A Good Little Girls Zine

Illustration by Emma Strauss

A Private Affair by Sonia Chintha

She swallows the words, they say, one large pill at a time; they explode inside her, light up her organs. Her crucifixion is not public. It is a private affair, inside her guest bedroom. Her mind and body are the audience. In the dark, she recollects what she was doing that October day she  designed a story about etymology. It felt powerful. She had felt ready. 

She was wrong. 

There was power, she thought, in the storytelling. Though, it was not hers to tell. There was readiness, but no one could see it from her spot in front of the class. 

The girl. 

Shanice will haunt every corner of this designer’s mind. The girl. Was. Not. Okay. This story, this lesson brought back every cut Shanice had experienced with the word. The n-word repeated each time was a new slice reopening old flesh wounds. Old blood stained her desk, her book, her notebook. There was pain, trauma, violence. The teacher-designer was violent, and left a violent story for Shanice to read by herself. Shanice read the story featuring the history of the n-word. The story in which the word was written over and over, each repetition a slice into an existing wound for Shanice. This teacher was violent, not there to protect Shanice with trust and warmth. She left Shanice, a twelve year old, to face demons without the skills to fight them that cold January day. And so, these truths masked as pills pierce the lining of this teacher’s stomach; they only detonate once inside. 

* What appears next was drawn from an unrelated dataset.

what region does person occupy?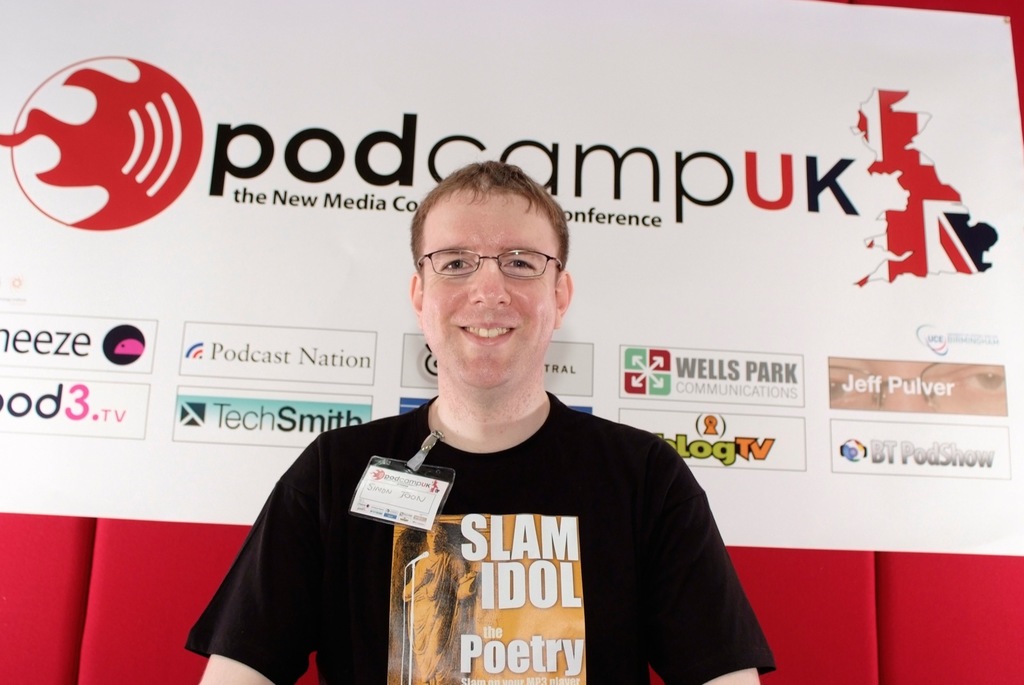
(403,519,484,684).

This woman of color. Activist. Truth teller. Confronter of violence in the English language is also a (teenage) girl on her knees, flooding her empty room with salty tears. She is also a human who innovates. She leads. She brings others to the fountain of inquiry where they have to face their demons: past and present. They have to find their inner dragons to fight these demogorgons who have taken residence in their bodies, sucking them of the ability to see straight. Because true anti racist work is being able to see through the glass walls of pain from the past and loving yourself enough to know that this is not about that. The past is not the present. The old pain, though it bleeds like new pain, is not new pain. That accumulated impact is the glaucoma of our judgment. It makes it so we cannot see the facts, only feel the past feelings. So it is up to the Shanices of this world to see through the pain and still grow. It is not fair. The teacher knows this and still gently tugs her and her and her toward the raw, pricking truth.

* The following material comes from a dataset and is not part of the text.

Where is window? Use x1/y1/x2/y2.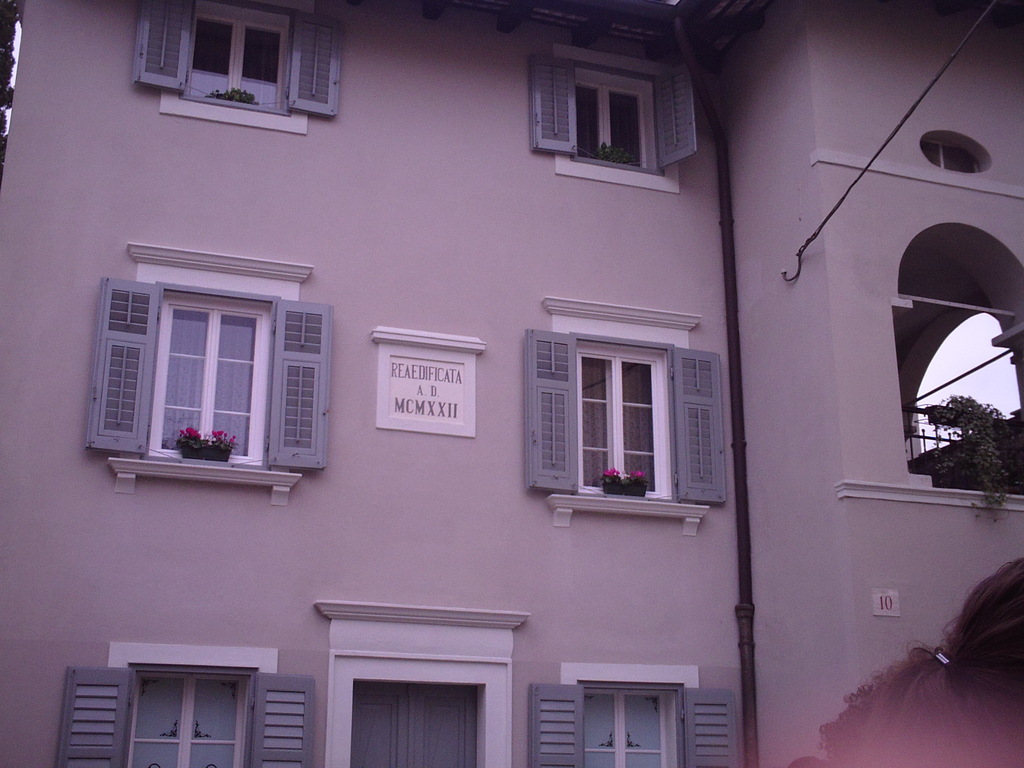
90/255/330/486.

When the teacher drops these truth pills that dissolve into the bodies of her patients and bring up for them their past encounters with the word, her patients turn on her. They riot in this wing of the hospital of anti-racism. They try to burn her office down with her inside. 

From the ashes of this space, she walks toward the truth. With the scars of her private crucifixion, she walks hand in hand with candor: an inventor who will continue to create pathways for her patients to see the systems that perpetuate this racist society.